How about common usage? Usage represents standard grammatical expression.
I am not following you. What is a “metaphorical element” as opposed to a “metaphorical utterance?” I. A. Richards in literary rhetoric explains elements of a metaphor as “tenor” and “vehicle.” McLuhan uses “ground” and “figure.” You do not explain how you use the phrase.
What is the diffierence between “utterance” and speaking? Would not speaking be a better term? I think you need to define your terms as you go along because of the multiple meaning of specified terms in various disciplines. Otherwise you will confuse your audience.
Who? What are your sources?
What question? How does it become more difficult? How do you mean “difficult”? What was the difficulty with the writer? The reader? For example, how do you apply this difficulty to the metaphorical language in the Psalms and Proverbs? David and other psalmists were quite conversant in figure of speech, which informs us that metaphor has been part of standard speech for a very long time, indicating that authors then understood the difference between the literal and figure of speech. Where was their difficulty?
Actually, that is not the case. Dictionaries record what already exists in common dialects. The dictionary authors simply describe what already exists in the language prior to publication in the dictionary.
But language continues to change and evolve. Meanings only coincide because speakers share common grammar, syntax, and words. There is dissonance with new cultures or the attempt to disrupt cultures through force and attempts to change a language (i.e. Ebonics and critical theory)
How? Linguistics is the study of language in all its forms. Speaking is a form as is writing. So, I am not sure what you are saying. You never expand.
I am not sure I agree with you on this point. Metaphor is an extrapolation from the literal meaning of a word. If there was no literal meaning, then a metaphor could not be expressed for forming a picture in the audience’s mind (i.e., “He chaired the meeting.” Chair in this sense is a metaphor, but it rests on the literal chair for its meaning).
I do agree with your conclusion about author intent, but the way you got to it was by winding through digression.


In the copy, include no images. Reproduce the entries exactly.

*** DATA TO EXAMINE ***

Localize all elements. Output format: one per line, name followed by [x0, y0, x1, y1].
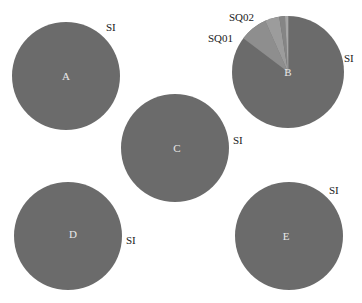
pie-c-si-label: SI — [233, 134, 243, 146]
pie-charts-figure: A SI B SI SQ01 SQ02 C SI D SI E SI — [0, 0, 362, 303]
pie-a-si-label: SI — [106, 21, 116, 33]
pie-c-center-label: C — [173, 142, 180, 154]
pie-b-sq01-label: SQ01 — [208, 32, 233, 44]
pie-d-center-label: D — [69, 228, 77, 240]
pie-b-center-label: B — [284, 66, 291, 78]
pie-e-si-label: SI — [329, 184, 339, 196]
pie-a-center-label: A — [62, 70, 70, 82]
pie-e: E SI — [235, 182, 343, 290]
pie-d-slice-si — [14, 182, 122, 290]
pie-d: D SI — [14, 182, 136, 290]
pie-b-si-label: SI — [344, 52, 354, 64]
pie-c: C SI — [121, 94, 243, 202]
pie-d-si-label: SI — [126, 234, 136, 246]
pie-a: A SI — [12, 21, 120, 130]
pie-b-sq02-label: SQ02 — [229, 11, 254, 23]
pie-b: B SI SQ01 SQ02 — [208, 11, 354, 128]
pie-e-center-label: E — [283, 230, 290, 242]
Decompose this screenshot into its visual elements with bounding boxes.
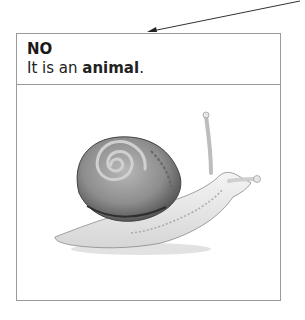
answer-card: NO It is an animal. xyxy=(16,33,281,301)
verdict-label: NO xyxy=(27,40,270,58)
card-header: NO It is an animal. xyxy=(17,34,280,85)
explanation-keyword: animal xyxy=(82,59,139,77)
explanation-text: It is an animal. xyxy=(27,58,270,78)
snail-illustration xyxy=(17,85,280,300)
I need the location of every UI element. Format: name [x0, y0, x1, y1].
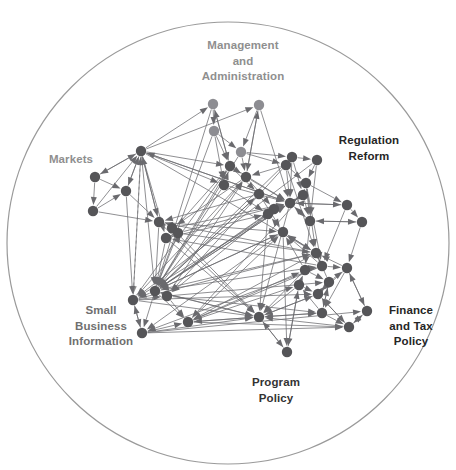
cluster-label-line: Business [75, 320, 127, 332]
edge-line [176, 169, 282, 285]
network-node[interactable] [344, 322, 354, 332]
arrowhead-icon [252, 170, 261, 176]
network-node[interactable] [317, 308, 327, 318]
network-node[interactable] [342, 200, 352, 210]
network-node[interactable] [357, 217, 367, 227]
network-node[interactable] [282, 347, 292, 357]
network-node[interactable] [90, 172, 100, 182]
edge [240, 158, 246, 172]
arrowhead-icon [304, 285, 313, 291]
arrowhead-icon [245, 107, 254, 113]
network-node[interactable] [183, 317, 193, 327]
network-node[interactable] [285, 198, 295, 208]
network-node[interactable] [278, 227, 288, 237]
edge [143, 296, 153, 327]
network-node[interactable] [208, 99, 218, 109]
edge [324, 210, 345, 260]
cluster-label-line: Management [207, 39, 278, 51]
edge-line [133, 165, 140, 294]
edge [309, 165, 315, 177]
network-node[interactable] [136, 146, 146, 156]
edge [298, 155, 311, 161]
edge [192, 236, 279, 318]
cluster-label-line: and [233, 55, 254, 67]
network-node[interactable] [241, 172, 251, 182]
network-node[interactable] [305, 216, 315, 226]
network-node[interactable] [281, 160, 291, 170]
edge-line [327, 316, 337, 321]
network-node[interactable] [317, 261, 327, 271]
arrowhead-icon [91, 197, 97, 205]
network-node[interactable] [128, 295, 138, 305]
network-node[interactable] [342, 263, 352, 273]
arrowhead-icon [243, 138, 249, 147]
network-node[interactable] [263, 209, 273, 219]
edge [159, 182, 243, 287]
network-node[interactable] [362, 306, 372, 316]
edge [333, 272, 342, 279]
network-node[interactable] [324, 277, 334, 287]
arrowhead-icon [350, 273, 356, 282]
arrowhead-icon [165, 215, 174, 221]
edge [146, 107, 208, 148]
arrowhead-icon [112, 194, 120, 201]
cluster-label-line: Administration [202, 70, 285, 82]
network-node[interactable] [209, 126, 219, 136]
network-node[interactable] [161, 233, 171, 243]
edge [350, 273, 365, 305]
label-layer: ManagementandAdministrationRegulationRef… [49, 39, 433, 404]
edge [130, 195, 154, 218]
network-node[interactable] [137, 328, 147, 338]
cluster-label-program-policy: ProgramPolicy [252, 376, 300, 404]
edge [304, 285, 313, 291]
edge-line [304, 201, 306, 208]
network-node[interactable] [301, 178, 311, 188]
edge [311, 186, 342, 202]
network-node[interactable] [298, 190, 308, 200]
cluster-label-line: Information [69, 335, 133, 347]
edge [91, 183, 97, 205]
edge [172, 238, 316, 265]
network-node[interactable] [312, 155, 322, 165]
arrowhead-icon [200, 107, 208, 114]
arrowhead-icon [283, 189, 289, 198]
network-node[interactable] [313, 289, 323, 299]
network-node[interactable] [88, 206, 98, 216]
edge [148, 268, 317, 331]
edge-line [311, 186, 335, 199]
edge-line [128, 164, 136, 186]
network-node[interactable] [219, 180, 229, 190]
network-node[interactable] [254, 312, 264, 322]
edge-line [353, 281, 365, 306]
arrowhead-icon [135, 319, 141, 328]
cluster-label-markets: Markets [49, 153, 93, 165]
arrowhead-icon [316, 218, 324, 224]
network-node[interactable] [150, 286, 160, 296]
network-node[interactable] [225, 161, 235, 171]
edge-line [304, 287, 305, 288]
network-node[interactable] [162, 291, 172, 301]
edge [133, 157, 143, 294]
edge [328, 264, 341, 270]
network-node[interactable] [254, 100, 264, 110]
arrowhead-icon [240, 163, 246, 171]
network-node[interactable] [173, 228, 183, 238]
arrowhead-icon [333, 196, 341, 202]
cluster-label-line: Small [85, 304, 116, 316]
arrowhead-icon [228, 141, 236, 148]
arrowhead-icon [353, 309, 361, 315]
network-node[interactable] [300, 265, 310, 275]
network-node[interactable] [294, 280, 304, 290]
edge-line [126, 197, 132, 286]
edge [146, 107, 253, 149]
edge-line [298, 158, 303, 159]
network-node[interactable] [311, 248, 321, 258]
cluster-label-management-and-administration: ManagementandAdministration [202, 39, 285, 82]
network-node[interactable] [121, 186, 131, 196]
edge-line [351, 209, 353, 211]
network-node[interactable] [154, 217, 164, 227]
edge-line [351, 227, 360, 254]
network-node[interactable] [236, 147, 246, 157]
arrowhead-icon [315, 280, 323, 286]
network-node[interactable] [254, 189, 264, 199]
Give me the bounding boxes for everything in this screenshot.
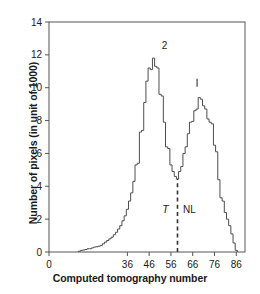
- y-tick-label: 14: [31, 17, 43, 28]
- x-tick-label: 86: [231, 259, 243, 270]
- x-tick-label: 0: [46, 259, 52, 270]
- x-axis-title: Computed tomography number: [0, 272, 260, 284]
- x-tick-label: 56: [165, 259, 177, 270]
- left-peak-label: 2: [162, 40, 168, 51]
- chart-canvas: 02468101214 0364656667686 2 T NL: [0, 0, 260, 294]
- x-tick-label: 36: [122, 259, 134, 270]
- y-axis-title: Number of pixels (in unit of 1000): [27, 28, 39, 258]
- x-tick-label: 76: [209, 259, 221, 270]
- normal-liver-region-label: NL: [183, 204, 196, 215]
- histogram-figure: 02468101214 0364656667686 2 T NL Number …: [0, 0, 260, 294]
- x-tick-label: 66: [187, 259, 199, 270]
- x-tick-label: 46: [144, 259, 156, 270]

*** End of DATA TO EXAMINE ***

# REPLY
Localize all elements. Output format: one per line, name followed by [x0, y0, x1, y1].
pie-c-si-label: SI — [233, 134, 243, 146]
pie-charts-figure: A SI B SI SQ01 SQ02 C SI D SI E SI — [0, 0, 362, 303]
pie-a-si-label: SI — [106, 21, 116, 33]
pie-c-center-label: C — [173, 142, 180, 154]
pie-b-sq01-label: SQ01 — [208, 32, 233, 44]
pie-d-center-label: D — [69, 228, 77, 240]
pie-b-center-label: B — [284, 66, 291, 78]
pie-e-si-label: SI — [329, 184, 339, 196]
pie-a-center-label: A — [62, 70, 70, 82]
pie-e: E SI — [235, 182, 343, 290]
pie-d-slice-si — [14, 182, 122, 290]
pie-d: D SI — [14, 182, 136, 290]
pie-b-si-label: SI — [344, 52, 354, 64]
pie-c: C SI — [121, 94, 243, 202]
pie-d-si-label: SI — [126, 234, 136, 246]
pie-a: A SI — [12, 21, 120, 130]
pie-b-sq02-label: SQ02 — [229, 11, 254, 23]
pie-b: B SI SQ01 SQ02 — [208, 11, 354, 128]
pie-e-center-label: E — [283, 230, 290, 242]
Decompose this screenshot into its visual elements with bounding boxes.
answer-card: NO It is an animal. xyxy=(16,33,281,301)
verdict-label: NO xyxy=(27,40,270,58)
card-header: NO It is an animal. xyxy=(17,34,280,85)
explanation-keyword: animal xyxy=(82,59,139,77)
explanation-text: It is an animal. xyxy=(27,58,270,78)
snail-illustration xyxy=(17,85,280,300)
I need the location of every UI element. Format: name [x0, y0, x1, y1].
cluster-label-line: Business [75, 320, 127, 332]
edge-line [176, 169, 282, 285]
network-node[interactable] [344, 322, 354, 332]
arrowhead-icon [252, 170, 261, 176]
network-node[interactable] [317, 308, 327, 318]
network-node[interactable] [342, 200, 352, 210]
network-node[interactable] [357, 217, 367, 227]
network-node[interactable] [282, 347, 292, 357]
network-node[interactable] [90, 172, 100, 182]
edge [240, 158, 246, 172]
arrowhead-icon [304, 285, 313, 291]
arrowhead-icon [245, 107, 254, 113]
network-node[interactable] [183, 317, 193, 327]
network-node[interactable] [285, 198, 295, 208]
network-node[interactable] [278, 227, 288, 237]
edge [143, 296, 153, 327]
network-node[interactable] [208, 99, 218, 109]
edge [324, 210, 345, 260]
cluster-label-line: Management [207, 39, 278, 51]
edge-line [133, 165, 140, 294]
edge [309, 165, 315, 177]
network-node[interactable] [136, 146, 146, 156]
edge [298, 155, 311, 161]
edge [192, 236, 279, 318]
cluster-label-line: and [233, 55, 254, 67]
network-node[interactable] [241, 172, 251, 182]
network-node[interactable] [305, 216, 315, 226]
network-node[interactable] [281, 160, 291, 170]
edge-line [327, 316, 337, 321]
network-node[interactable] [317, 261, 327, 271]
arrowhead-icon [91, 197, 97, 205]
network-node[interactable] [128, 295, 138, 305]
network-node[interactable] [342, 263, 352, 273]
arrowhead-icon [243, 138, 249, 147]
network-node[interactable] [263, 209, 273, 219]
edge [159, 182, 243, 287]
network-node[interactable] [362, 306, 372, 316]
edge [333, 272, 342, 279]
network-node[interactable] [324, 277, 334, 287]
arrowhead-icon [350, 273, 356, 282]
arrowhead-icon [165, 215, 174, 221]
edge [146, 107, 208, 148]
arrowhead-icon [112, 194, 120, 201]
cluster-label-line: Administration [202, 70, 285, 82]
network-node[interactable] [209, 126, 219, 136]
network-node[interactable] [161, 233, 171, 243]
edge [350, 273, 365, 305]
label-layer: ManagementandAdministrationRegulationRef… [49, 39, 433, 404]
edge [130, 195, 154, 218]
network-node[interactable] [137, 328, 147, 338]
cluster-label-program-policy: ProgramPolicy [252, 376, 300, 404]
edge [304, 285, 313, 291]
edge-line [304, 201, 306, 208]
network-node[interactable] [301, 178, 311, 188]
edge [311, 186, 342, 202]
network-node[interactable] [298, 190, 308, 200]
cluster-label-line: Information [69, 335, 133, 347]
edge [91, 183, 97, 205]
edge [172, 238, 316, 265]
network-node[interactable] [312, 155, 322, 165]
arrowhead-icon [200, 107, 208, 114]
arrowhead-icon [283, 189, 289, 198]
network-node[interactable] [313, 289, 323, 299]
network-node[interactable] [88, 206, 98, 216]
edge [148, 268, 317, 331]
edge-line [311, 186, 335, 199]
edge-line [128, 164, 136, 186]
network-node[interactable] [219, 180, 229, 190]
network-node[interactable] [254, 312, 264, 322]
edge-line [353, 281, 365, 306]
arrowhead-icon [135, 319, 141, 328]
cluster-label-markets: Markets [49, 153, 93, 165]
arrowhead-icon [316, 218, 324, 224]
network-node[interactable] [150, 286, 160, 296]
network-node[interactable] [225, 161, 235, 171]
edge-line [304, 287, 305, 288]
network-node[interactable] [162, 291, 172, 301]
edge [133, 157, 143, 294]
edge [328, 264, 341, 270]
network-node[interactable] [254, 100, 264, 110]
arrowhead-icon [240, 163, 246, 171]
network-node[interactable] [173, 228, 183, 238]
arrowhead-icon [333, 196, 341, 202]
cluster-label-line: Small [85, 304, 116, 316]
arrowhead-icon [228, 141, 236, 148]
arrowhead-icon [353, 309, 361, 315]
network-node[interactable] [300, 265, 310, 275]
network-node[interactable] [294, 280, 304, 290]
edge-line [126, 197, 132, 286]
edge [146, 107, 253, 149]
edge-line [298, 158, 303, 159]
network-node[interactable] [311, 248, 321, 258]
cluster-label-management-and-administration: ManagementandAdministration [202, 39, 285, 82]
network-node[interactable] [121, 186, 131, 196]
edge-line [351, 209, 353, 211]
network-node[interactable] [154, 217, 164, 227]
edge-line [351, 227, 360, 254]
network-node[interactable] [236, 147, 246, 157]
arrowhead-icon [315, 280, 323, 286]
network-node[interactable] [254, 189, 264, 199]
Give me the bounding boxes for everything in this screenshot.
- y-tick-label: 14: [31, 17, 43, 28]
- x-tick-label: 86: [231, 259, 243, 270]
- x-tick-label: 0: [46, 259, 52, 270]
- x-axis-title: Computed tomography number: [0, 272, 260, 284]
- x-tick-label: 56: [165, 259, 177, 270]
- left-peak-label: 2: [162, 40, 168, 51]
- chart-canvas: 02468101214 0364656667686 2 T NL: [0, 0, 260, 294]
- x-tick-label: 36: [122, 259, 134, 270]
- y-axis-title: Number of pixels (in unit of 1000): [27, 28, 39, 258]
- x-tick-label: 76: [209, 259, 221, 270]
- normal-liver-region-label: NL: [183, 204, 196, 215]
- histogram-figure: 02468101214 0364656667686 2 T NL Number …: [0, 0, 260, 294]
- x-tick-label: 66: [187, 259, 199, 270]
- x-tick-label: 46: [144, 259, 156, 270]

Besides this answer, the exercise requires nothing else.